The navigation system used a downward-facing camera to help Ingenuity fly over flat terrain, and according to NASA, it was sufficient for the helicopter’s five planned missions. But by Flight 72, it had reached a section of the Jezero Crater characterized by “steep, relatively featureless sand ripples.” The navigation system tracked surface features to help Ingenuity adjust its velocity for landing. But according to data analyzed by NASA engineers, it ran out of features to track.

Based on photos of the helicopter after the flight, researchers theorize that it slammed into the sandy slope of the crater at high speed, causing its blades to snap off. The damage created vibrations that snapped off one of the blades at the root, and the resulting power demand on the other blades caused the communications blackout.

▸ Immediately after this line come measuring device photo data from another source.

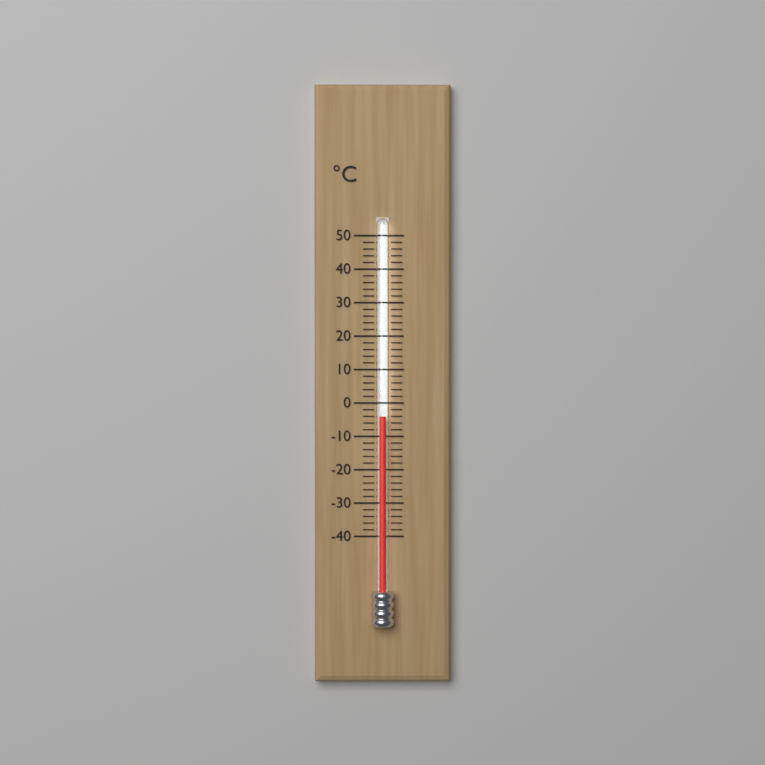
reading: -4 °C
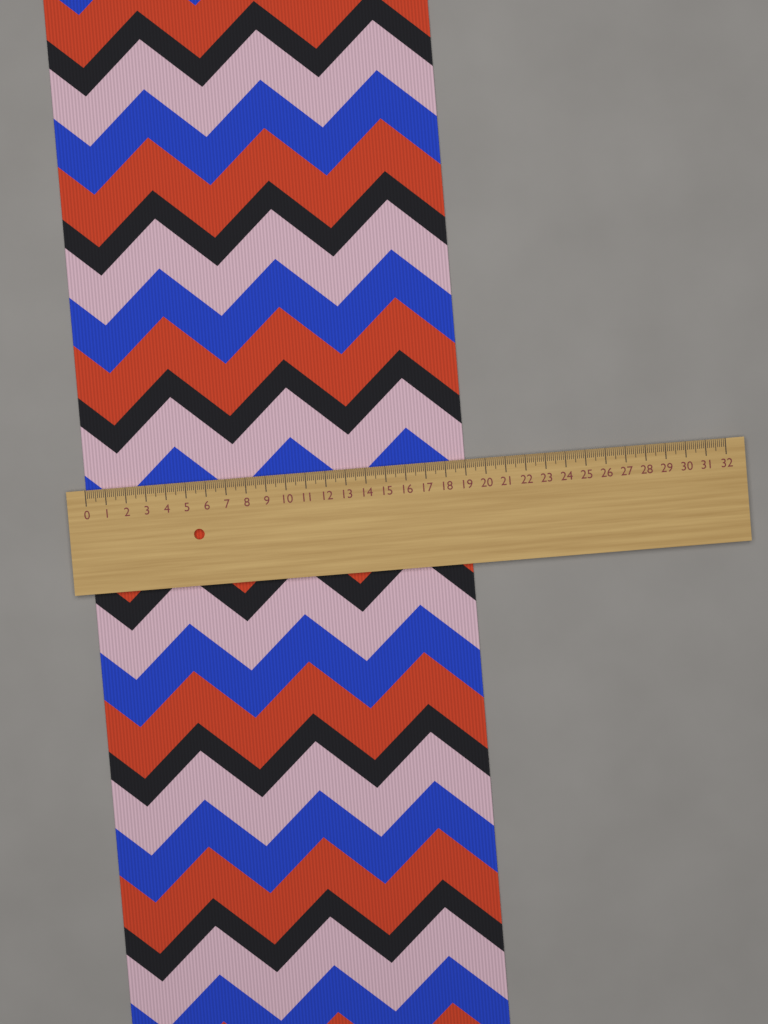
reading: 19.0 (no unit)
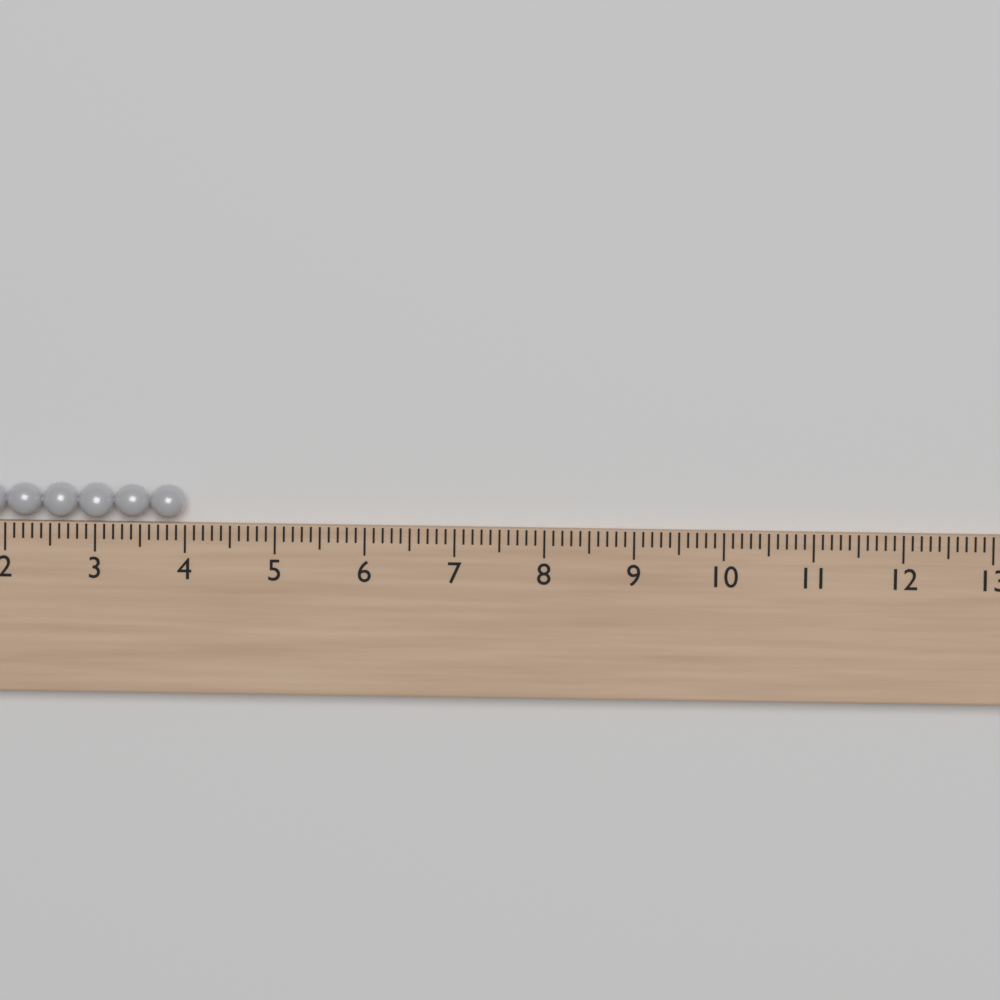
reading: 4.0 (no unit)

A graphic provided by NASA depicts the likely course of events during Ingenuity’s final flight. Credit: NASA/JPL-Caltech

Though Ingenuity is grounded, the helicopter continues to beam data from the Martian surface back to NASA about once per week. Avionics data, for example, is helping engineers develop smaller and lighter avionics that could be integrated on vehicles that will return samples from Mars.

Ingenuity alumni are also researching a much larger version of the Mars helicopter called the Mars Chopper. The concept design is about 20 times larger than its predecessor and would be able to carry several pounds of equipment. Its intended range — about 2 miles — would be more than four times farther than Ingenuity’s longest flight.

“Because Ingenuity was designed to be affordable while demanding huge amounts of computer power, we became the first mission to fly commercial off-the-shelf cellphone processors in deep space,” said JPL’s Teddy Tzanetos, project manager for Ingenuity and one of the leads on the Mars Chopper. “We’re now approaching four years of continuous operations, suggesting that not everything needs to be bigger, heavier, and radiation-hardened to work in the harsh Martian environment.”

FAA and NTSB accident investigations are critical for improving the safety of U.S. airspace. In a similar vein, NASA’s otherworldly crash investigation could help future engineers develop the technology the space agency needs to explore for the benefit of humanity.


Editor’s note: This article first appeared on Flying.